My vacation time travels in cycles. There have been the Glory Days of having lots of trips and there have been times when any travel has been non-existent. These days, my travel time is at an all time low. My solution? I grab mini-vacation time whenever I can get it, and I thoroughly enjoy the experience. I don’t have to be on a tropical beach for two weeks to go into my Happy Place (even though that sounds like a LOT of fun!).
And as for passwords, this last December when I returned home from a trip, I did indeed forget the password for opening the computer at work. Maybe this is not the best litmus test of a great vacation, but it does make me feel blessed that I was able to get outside of my head and inside of my soul.

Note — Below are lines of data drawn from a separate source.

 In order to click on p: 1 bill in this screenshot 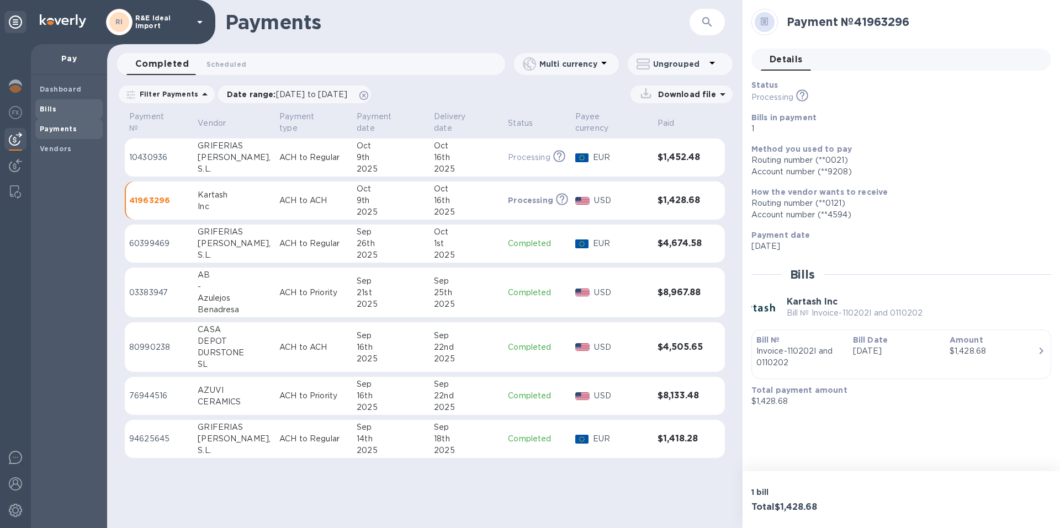, I will do `click(824, 492)`. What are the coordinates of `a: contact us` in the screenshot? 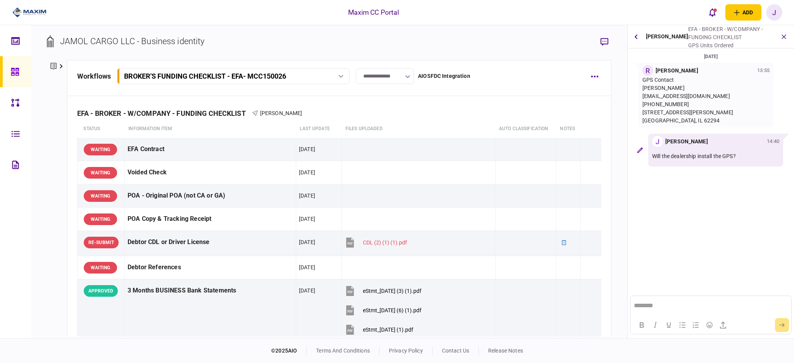 It's located at (456, 351).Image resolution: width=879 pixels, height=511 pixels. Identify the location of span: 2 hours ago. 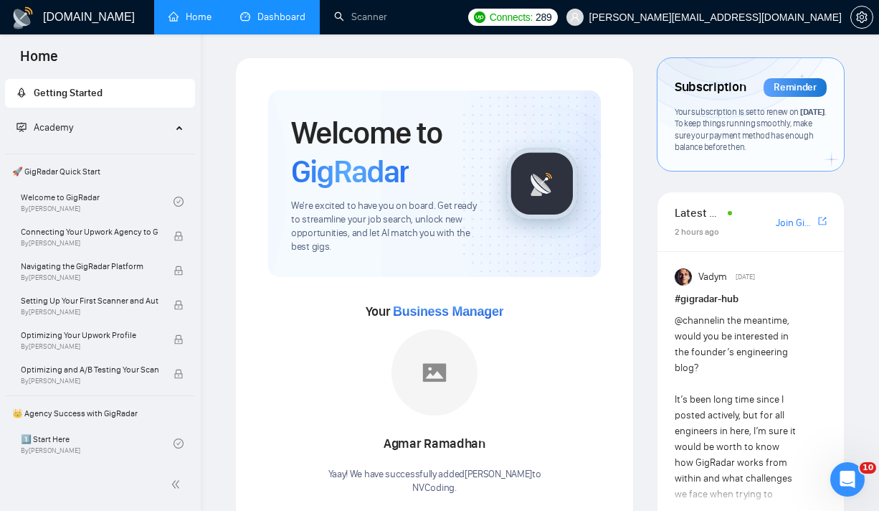
(697, 232).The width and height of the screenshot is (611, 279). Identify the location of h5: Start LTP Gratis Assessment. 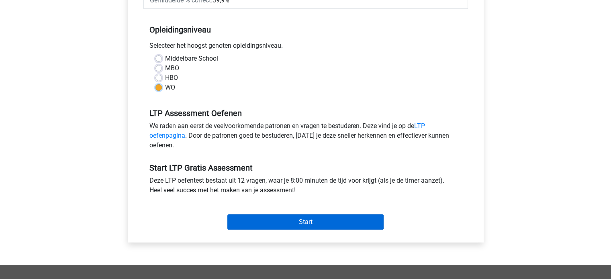
(305, 168). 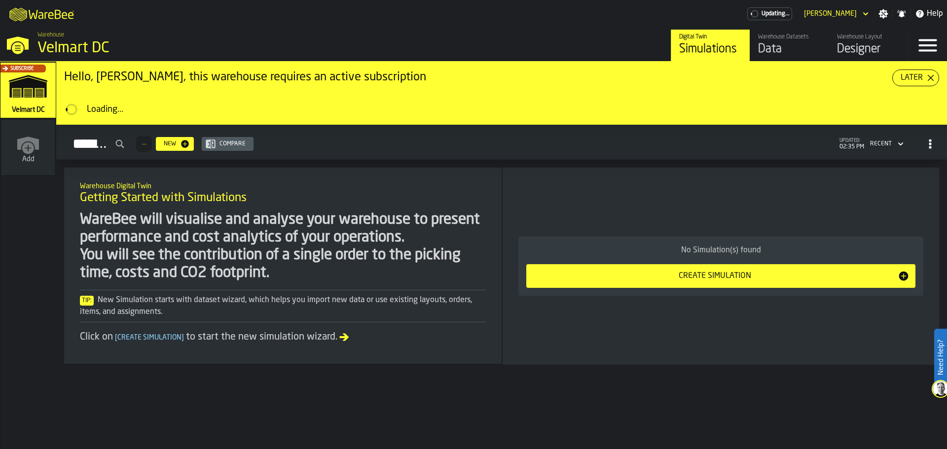 I want to click on span: 02:35 PM, so click(x=852, y=147).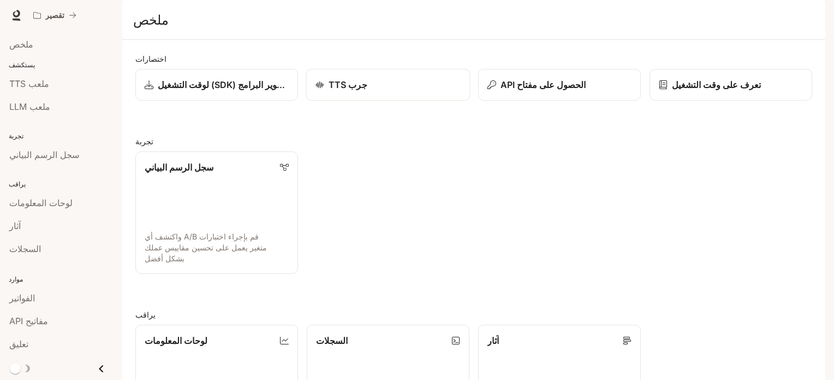 The image size is (834, 380). Describe the element at coordinates (145, 314) in the screenshot. I see `font: يراقب` at that location.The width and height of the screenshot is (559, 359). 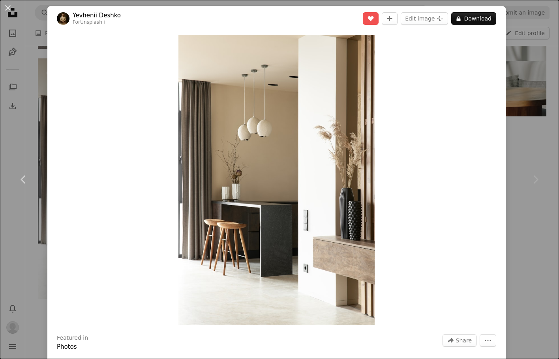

. . . that feeling when you can turn your alarm off the night before and sleep in the next day . . .

Happiness is sleeping in on Sunday morning.
This thought of the perfect vacation occurred to me when I was sitting in a locals’ brew pub on Maui. I realized that I hadn’t needed my reading glasses for several days . . . meaning that I had been blessedly away from any printed materials and the computer screen . As much as I appreciate technology and its many wonders (I truly do), sometimes it just feels so good to unplug, turn my phone off, and just be in the moment that engages all of my senses.
It felt great to take a break from technology. And it causes me to think on making a conscious effort in my non-vacation days to unplug and seek experiences that engage my senses more fully.
Today, I am going for some balance! How about you? What does balance look and feel like for you?
When was the last time you just stood up in your office or your living room or your kitchen and started to dance because you just had to?
Well, today is the perfect day for it. Get out your Saturday morning dance shoes. Twist and shout and move around the room and have some fun.
Or when was the last time you dug out a pair of heels and went dancing at some honky tonk with that crazy-good band that sticks to the great dance covers? The band that plays Aretha, Stevie Wonder, and Coldplay. Bruno Mars, Michael Jackson, and Earth, Wind & Fire. Grand Funk Railroad. The Beatles and the Rolling Stones. Bruce Springsteen and the E Street Band. The kind of music that speaks directly to some intimate and rhythmic part of you that tells you that you just have to dance.
The kind of songs that you can’t help but sing along with. Someone told me once that if you succumb to peer pressure and find yourself up on the stage with a karaoke mic in your hand, pick Neil Diamond’s Sweet Caroline. It is guaranteed that you won’t be singing alone by the time you get to the chorus.
Wherever you are, turn on some music and dance. It is good for you in so many ways. Movement clears your chakras and inspires happiness. It limbers you up and gets you moving in ways that everyday life pretty much ignores. It instills grace and improves flexibility. It can also reduce stress. And it’s pretty difficult to be dancing to some awesome music and not smile. Maybe even impossible.
Life is a lively event, and it sure is quick. Do yourself a favor and do some dancing today. This mashup will definitely get you moving! These dancers have got some serious moves!